This alone almost makes you think that it should be privatised.
Universities don’t need to be for profit, and there is still provision for social equity funded through taxation.
.
12 Sep 10 at 11:00 am
FDB Because there is nothing about higher education that requires the exercise of coercive power there is no reason for it to be run by the state.
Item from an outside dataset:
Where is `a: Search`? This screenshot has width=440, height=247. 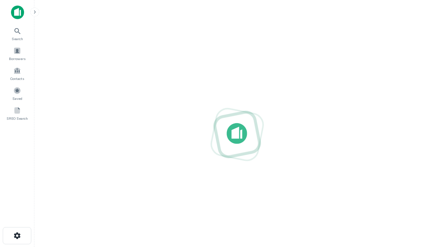 a: Search is located at coordinates (17, 34).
If the state is foolish enough to wish to subsidize higher education it may do so through loans, tax rebates, vouchers, direct grants or numerous other means.
Timothy Can
12 Sep 10 at 11:16 am
daddy dave
Gerard Henderson and staff publish an amusing little weekly media commentary:
http://www.thesydneyinstitute.com.au/wordpress/
The ABC’s interesting approach to ‘balance’ provides regular grist for Media Watch Dog.
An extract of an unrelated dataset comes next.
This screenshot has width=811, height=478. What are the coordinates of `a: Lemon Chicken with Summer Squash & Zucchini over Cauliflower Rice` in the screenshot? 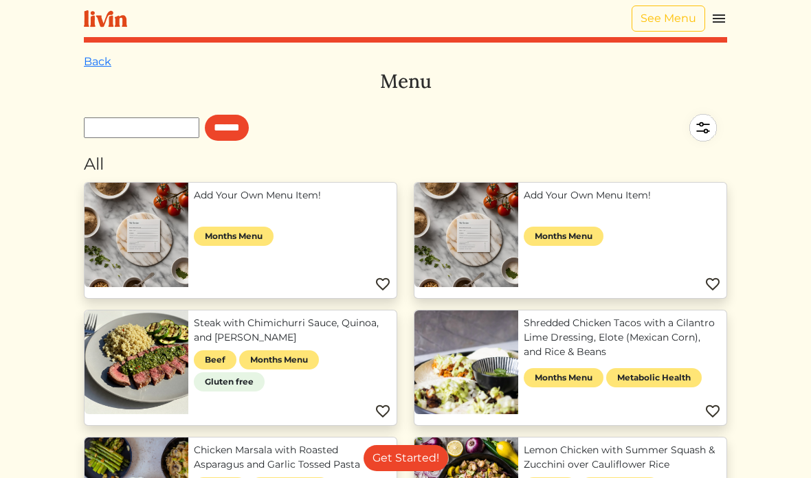 It's located at (622, 458).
I would dare to suggest Gerard was very conscious of Annabelle’s presence in the forum and her role in ABC’s online bloggosphere.
Myrddin Seren
12 Sep 10 at 11:33 am
That’s more like it – a bit of actual argument makes you seem much less knee-jerk tribal.
FDB
12 Sep 10 at 11:33 am
As with pretty much the rest of the ministerial appointments, I think we can safely assume splitting education and other portfolio responsibilities is all about Labor’s simmering internal tensions.
At one level, it could be interpreted as total weakness on Julia’s part – tossing ministries willy-nilly.
Still, from a position of weakness – dividing what were her former key areas might have some tactical sense. There won’t be a single incoming minister able to get across the totality of what she did with education when it was all her baby. Skeletons remain locked up, at least until some diaries are published in the distant future.
Julia would make a heck of an urban guerrilla.
Myrddin Seren
12 Sep 10 at 11:39 am
Particularly vapid this morning was Gillard’s attack on News Ltd in general and The Australian in particular. Her (approving?) silence on the media which fawned over her party was instructive.
I think the poor dear is upset that some of the media has moved to the centre and is doing its best to be ‘fair and balanced, reporting the facts and delineating their opinion from known fact’. That they are doing this because the ‘fawning left-of-centre’ path is now the proven road to a commercial Calvary seems to have escaped her.
MarkL
Canberra
MarkL of Canberra
12 Sep 10 at 11:46 am
FDB I post here only so the proprietors cannot be charged with false advertising for claiming that it is a centre-right and _Libertarian_ blog.
The current higher education system is the sort of frankenstein monster that usually arises when governments try to “reform” a hidebound public monopoly by corporatizing it.
Timothy Can
12 Sep 10 at 11:58 am
One of the reasons why higher education and policy re higher education are in a mess is that the academics dropped the ball in the public discussion about higher education. You might say, “what public discussion?” That is the point!
For example Michael Wilding in retirement has been writing satirical novels about the debacle of higher education and the state of English studies in particular but it all happened on his watch and I don’t recall him as a voice of sanity in the early days when it might have made a difference.
Rafe
12 Sep 10 at 12:01 pm
Higher education should be privatized.
If it was deregulated and privatised, we would soon find it unimaginable that could be any other way. We will look back with puzzlement on the days of government-run universities in the way we now look back at the government run Telecom monopoly (now Telstra, one of many players in a vibrant industry); government-run commercial banks, and the government-run airline Qantas. Amazing in hindsight… and to think that the privatisation of these organisations – and others – was vigorously opposed.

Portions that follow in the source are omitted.